Description: Remove executable recursively for all files

    Command: chmod -x $(find . -type f)
Description: List files with permissions number

    Command: ls -l | awk '{k=0;for(i=0;i<=8;i++)k+=((substr($1,i+2,1)~/[rwx]/) *2^(8-i));if(k)printf("%0o ",k);print}'
Description: Output primary terminal colors

    Command: for i in {0..16}; do echo -e "\e[38;05;${i}m\\\e[38;05;${i}m"; done | column -c 80 -s '  '; echo -e "\e[m"
Description: NPM list with top-level only

    Command: npm list --depth=0 2>/dev/null
Description: Show active connections

    Command: netstat -tn 2>/dev/null | grep :80 | awk '{print $5}' | sed -e 's/::ffff://' |cut -d: -f1 | sort | uniq -c | sort -rn | head
1 comments

While we're here sharing random cli-fu, you might like `find`'s native ability to spawn processes. Check out the `-exec` flag:

    find . -type f -exec chmod -x {} \+
This is more correct than the previous poster's approach, because it will work with files that contain space characters, while the previous poster's version breaks in this situation.

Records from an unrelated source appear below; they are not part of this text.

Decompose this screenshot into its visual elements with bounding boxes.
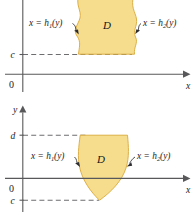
bottom-right-curve-label-tail: (y) <box>160 151 170 162</box>
type-II-region-figure: c 0 x D x = h1(y) x = h2(y) <box>0 0 196 212</box>
bottom-x-axis-label: x <box>185 184 191 195</box>
bottom-right-leader-line <box>130 157 136 164</box>
top-left-curve-label-main: x = h <box>28 18 49 28</box>
top-left-curve-label-tail: (y) <box>52 18 62 29</box>
top-right-leader-arrow <box>135 29 140 34</box>
bottom-region-label: D <box>96 153 105 165</box>
bottom-origin-label: 0 <box>9 183 14 194</box>
top-x-axis-arrow <box>183 71 191 78</box>
bottom-right-curve-label-main: x = h <box>136 151 157 161</box>
bottom-x-axis-arrow <box>183 175 191 182</box>
bottom-y-axis-arrow <box>19 106 26 113</box>
top-x-axis-label: x <box>185 80 191 91</box>
top-panel: c 0 x D x = h1(y) x = h2(y) <box>5 0 191 92</box>
top-tick-label-c: c <box>11 49 16 60</box>
top-right-curve-label: x = h2(y) <box>142 18 176 29</box>
bottom-left-curve-label: x = h1(y) <box>30 151 64 162</box>
bottom-panel: y d 0 c x D x = h1(y) x = h2(y) <box>5 104 191 212</box>
figure-root: c 0 x D x = h1(y) x = h2(y) <box>0 0 196 212</box>
bottom-right-curve-label: x = h2(y) <box>136 151 170 162</box>
bottom-left-curve-label-tail: (y) <box>54 151 64 162</box>
top-left-curve-label: x = h1(y) <box>28 18 62 29</box>
top-right-leader-line <box>138 24 141 32</box>
bottom-y-axis-label: y <box>12 104 18 115</box>
bottom-tick-label-d: d <box>11 130 16 141</box>
top-origin-label: 0 <box>9 79 14 90</box>
bottom-left-curve-label-main: x = h <box>30 151 51 161</box>
bottom-tick-label-c: c <box>11 195 16 206</box>
bottom-region-D <box>78 135 128 200</box>
top-region-label: D <box>102 19 111 31</box>
top-right-curve-label-tail: (y) <box>166 18 176 29</box>
top-right-curve-label-main: x = h <box>142 18 163 28</box>
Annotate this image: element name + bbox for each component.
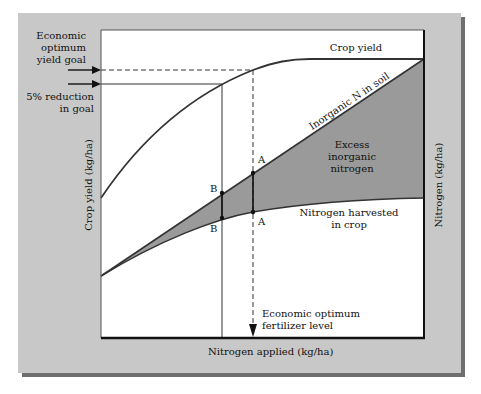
reduction-label-line2: in goal [60, 103, 94, 114]
goal-label-line2: optimum [41, 42, 87, 53]
y-left-axis-label: Crop yield (kg/ha) [83, 139, 94, 231]
point-a-lower [251, 210, 255, 214]
harvested-label-line1: Nitrogen harvested [300, 207, 400, 218]
excess-label-line2: inorganic [328, 151, 376, 162]
crop-yield-label: Crop yield [330, 42, 383, 53]
optimum-fertilizer-label-line1: Economic optimum [262, 308, 360, 319]
x-axis-label: Nitrogen applied (kg/ha) [208, 346, 333, 357]
point-a-upper-label: A [257, 154, 266, 165]
y-right-axis-label: Nitrogen (kg/ha) [433, 143, 444, 228]
optimum-fertilizer-label-line2: fertilizer level [262, 320, 333, 331]
harvested-label-line2: in crop [331, 219, 367, 230]
excess-label-line1: Excess [335, 139, 370, 150]
point-a-lower-label: A [257, 216, 266, 227]
nitrogen-fertilizer-diagram: Economic optimum yield goal 5% reduction… [0, 0, 481, 394]
goal-label-line3: yield goal [36, 54, 86, 65]
point-b-lower [220, 216, 224, 220]
goal-label-line1: Economic [36, 30, 86, 41]
point-b-upper [220, 191, 224, 195]
point-a-upper [251, 171, 255, 175]
excess-label-line3: nitrogen [330, 163, 374, 174]
reduction-label-line1: 5% reduction [26, 91, 94, 102]
point-b-upper-label: B [210, 183, 217, 194]
point-b-lower-label: B [210, 223, 217, 234]
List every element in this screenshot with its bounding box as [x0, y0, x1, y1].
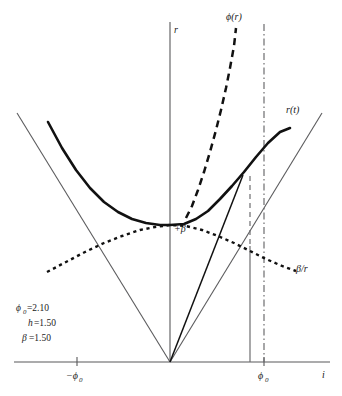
right-asymptote-line [170, 113, 322, 362]
x-tick-label-neg-phi0-main: −ϕ [66, 370, 78, 381]
x-tick-label-phi0-main: ϕ [258, 370, 263, 381]
parameter-phi0-value: =2.10 [27, 303, 49, 313]
beta-over-r-curve [47, 225, 296, 272]
parameter-phi0-symbol: ϕ [16, 303, 21, 313]
chord-origin-to-curve [170, 175, 243, 362]
parameter-h-symbol: h [28, 318, 33, 328]
parameter-phi0: ϕ 0 =2.10 [16, 303, 49, 315]
x-axis-label: i [322, 369, 325, 380]
x-tick-label-phi0-sub: 0 [265, 376, 269, 384]
y-axis-label: r [174, 24, 178, 35]
deflection-diagram-svg: r i −ϕ 0 ϕ 0 ϕ(r) r(t) β/r +β ϕ 0 =2.10 … [0, 0, 342, 396]
parameter-beta: β =1.50 [21, 333, 51, 343]
phi-of-r-label: ϕ(r) [226, 11, 242, 23]
parameter-h: h =1.50 [28, 318, 56, 328]
x-tick-label-neg-phi0-sub: 0 [79, 376, 83, 384]
x-tick-label-phi0: ϕ 0 [258, 370, 269, 384]
parameter-beta-symbol: β [21, 333, 27, 343]
beta-over-r-label: β/r [295, 263, 308, 274]
r-of-t-label: r(t) [286, 104, 300, 116]
plus-beta-label: +β [174, 223, 186, 234]
parameter-annotations: ϕ 0 =2.10 h =1.50 β =1.50 [16, 303, 56, 343]
parameter-beta-value: =1.50 [29, 333, 51, 343]
x-tick-label-neg-phi0: −ϕ 0 [66, 370, 83, 384]
parameter-h-value: =1.50 [34, 318, 56, 328]
r-of-t-curve [48, 122, 290, 225]
figure-container: r i −ϕ 0 ϕ 0 ϕ(r) r(t) β/r +β ϕ 0 =2.10 … [0, 0, 342, 396]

Another approach that works is

  find . type f -print0 | xargs -0 chmod -x
although find's built-in -exec can be easier to use than xargs for constructing some kinds of command lines.
You probably want a -r with that xargs. -r makes it exit without executing the command line if stdin is empty.
I totally forgot about the case where find gives no output.